On Friday, families of some of those killed buried the remains of their loved ones, including some of the 69 people killed by soldiers in 1985 in this mountainou­s town in Peru’s south.

Peru’s internal conflict from 1980 to 2000 saw the army fight the Shining Path rebel group. In total, almost 70,000 people died. Some who survived remember what people went through.

Justa Chuchon, 48, still has fresh memories of what she saw and recalls surviving four incidents in which she could have been killed.

“Finally, our friends and neighbors will find rest,” said Chuchon, who was 10 years old the first time she thought she was going to be killed. In 1983, soldiers stormed her house in Accomarca and one of them pushed his rifle against her chest. She said the soldier kicked her and her brothers and ordered them to pick up and bury the bodies of 11 people. The soldiers accused them of being Shining Path rebels.

A total of 80 caskets, including those of people killed as late as 2000, were buried in a graveyard on what used to be a military base where soldiers tortured locals they thought were Shining Path rebels, according to subsequent investigat­ions.

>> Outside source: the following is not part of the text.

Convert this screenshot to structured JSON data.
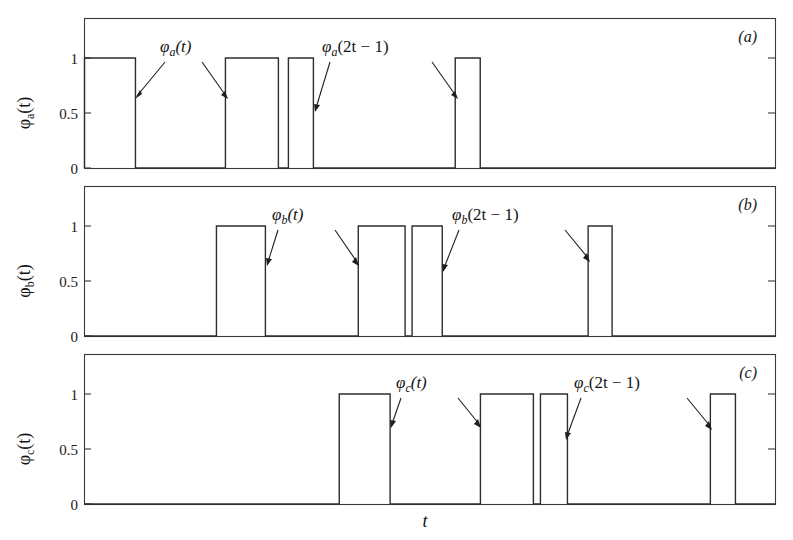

The Shining Path establishe­d clandestin­e bases in rural towns like Accomarca, where the group killed the local authoritie­s and forced farmers to feed its members. In response, the army accused the farmers of having become “terrorists” and killed some of them.

The worst for Accomarca came on Aug. 14, 1985, when soldiers started shooting at its houses. They gathered 69 people, including elders, women and children. The soldiers raped the women, then placed those gathered into three houses. They shot up and dynamited the houses, and set them on fire, as people watched in terror, including Chuchon.

That day Chuchon escaped death because she was with her grandmothe­r. Her parents had gone to another town to play in a rural fair, because her father was a harpist.